Flash Fiction: Pizza for Her Parents?

The last time ever that Amanda visited her parental home, she didn’t expect it to be the last time. She was merely coming home from college for a night. No-one knew that, when leaving the home the next morning to board the train to her college city, it’d be the last time she’d ever seen this home.

Fifteen years later, after a long journey through the province and the care system, Amanda moved back to the area. She sometimes wondered what had become of her parental home. Her parents had sold it many years ago and she’d herself handed in her key several years before that.

One day, she was talking to a virtual stranger, a temp worker coming to care for her in her new care home, probably just a handful of times. As Amanda told him about where she’d grown up and for a reason she didn’t even know herself mentioned her parental home address, the carer was amazed. “When I worked as a pizza delivery guy, I used to get orders for that house about once a week.” He started telling her stories about the time the residents had complained of a hair in their pizza, a blond hair, even though none of the workers at the pizza place were blond.

Even though Amanda knew that the house wouldn’t look the same at all if she went back, not least because most of the furniture had been either hand-crafted or hand-picked by her father and because the large birch tree in the front yard had been cut down before her parents sold the house, she delighted in hearing the staff’s anecdote. Her parents never ordered food delivery. The world can be a small place and yet a town can feel so big…


This piece was inspired by Fandango’s Story Starter #207. I couldn’t fit in the exact fragment. The piece is mostly autobiographical, including the tale about the temp worker who used to be a pizza delivery guy. I can’t remember whether his anecdote about the blond hair was actually about my parental home’s new residents.

Flash Fiction: The Journey Home

As Kevin was boarding the bus, Lauren by his side, he knew he was heading back to the one place he hoped – or had told himself he hoped – he’d never have to see again. He recognized the bus driver – same one who’d driven the bus back on that evening so many years ago. Kevin hoped the bus driver wouldn’t recognize him. He was filled with intense shame having to be on this bus and being confronted with the same bus driver, didn’t help that. However, he had to face his monster now and go back and ask his parents for forgiveness.

Five years ago, Kevin had been on this same bus headed in the other direction. After a massive fight with his parents – over drugs, of course -, they had kicked him out of their house. In a massive breakdown, Kevin had threatened suicide while on this very bus. The driver had called the police and Kevin was sectioned under the Mental Health Act.

Thankfully, he had gotten his life together eventually. After a short stay in the mental hospital, he was released to an outreach-based addiction rehab program. He had had his relapses, but was now roughly eighteen months clean. He had a steady job, rented a little apartment and had the cutest dog in the whole wide world. Moreover, he had Lauren now. And now that he had proposed to her and she had said “Yes”, it was time to finally make amends.


This piece of flash fiction was written for Fandango’s Story Starter #97. As regular readers of my blog will know, it has some autobiographical elements: I at one point (over fifteen years ago) threatened suicide on a bus and was, on a separate occasion, kicked out of my parents’ house. However, the rest is purely fictional.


■ **TASK ITEM**: Write out word for word each line from the one containing "This screenshot has height=230, width=490." through the close of the listing, including both ends. Pictures do not belong in the copy.

DATA FOR ANALYSIS Start Marker

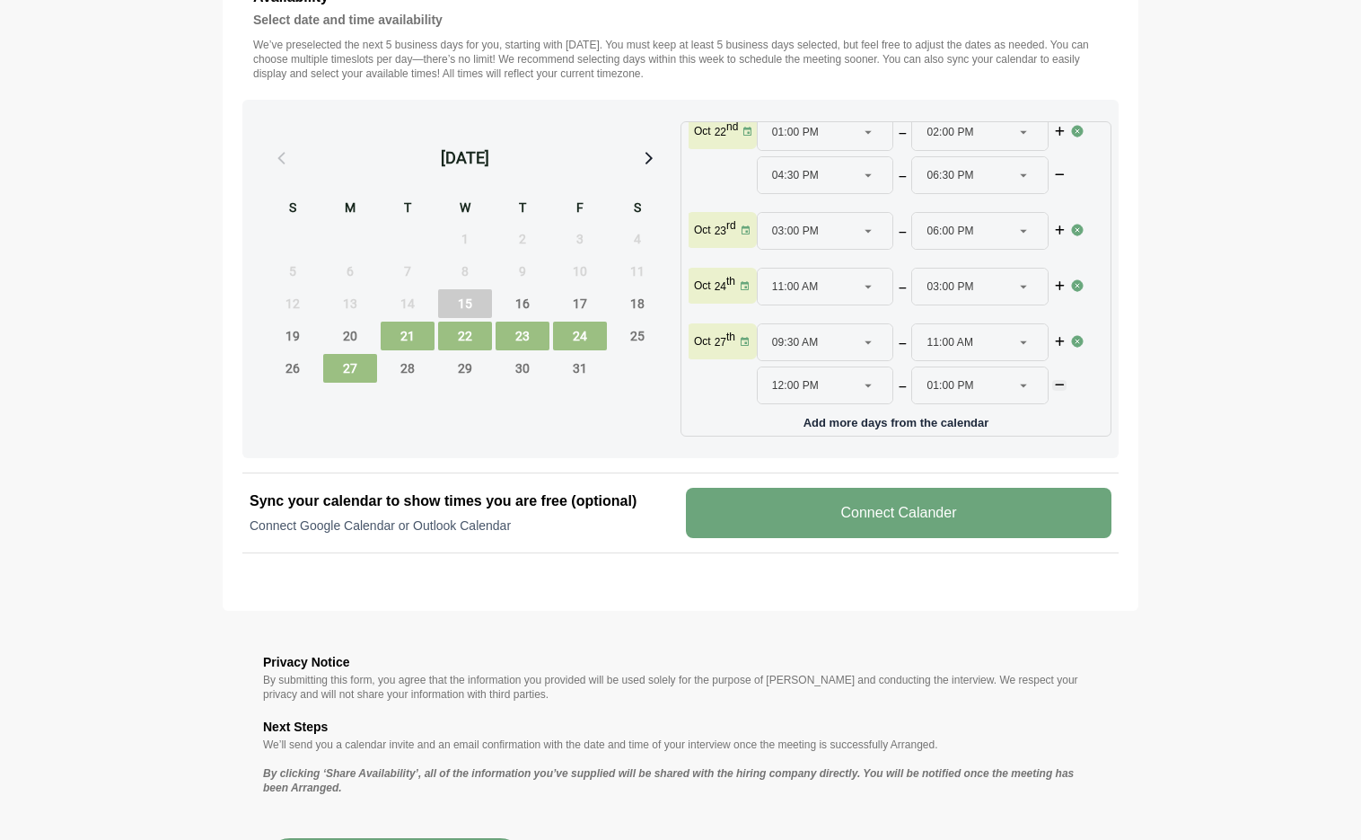 This screenshot has height=840, width=1361. What do you see at coordinates (580, 336) in the screenshot?
I see `span: Friday, October 24, 2025` at bounding box center [580, 336].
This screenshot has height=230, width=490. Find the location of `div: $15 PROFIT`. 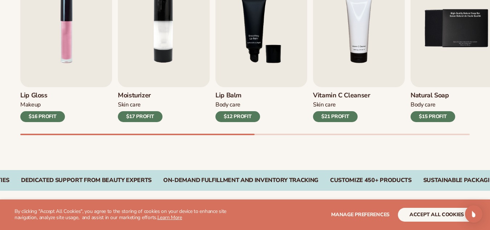

div: $15 PROFIT is located at coordinates (433, 116).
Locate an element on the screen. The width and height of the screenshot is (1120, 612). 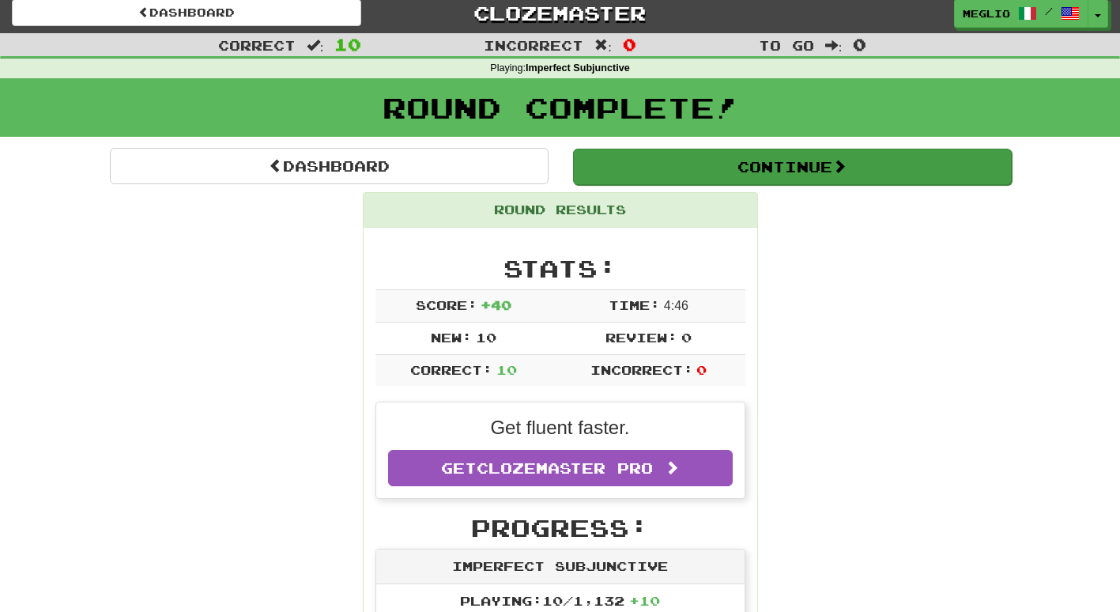
span: + 40 is located at coordinates (496, 304).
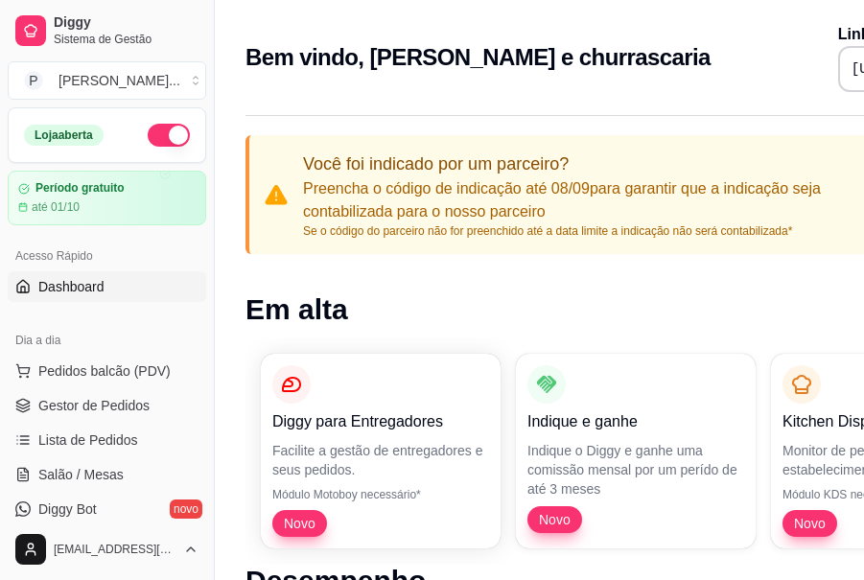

DATA FOR ANALYSIS End Marker

■ **RESULT FOR THIS TASK**:
This screenshot has height=230, width=490. Find the location of `div: $15 PROFIT`. 

div: $15 PROFIT is located at coordinates (433, 116).
Locate an element on the screen. The width and height of the screenshot is (1120, 612). 
span: + 40 is located at coordinates (496, 304).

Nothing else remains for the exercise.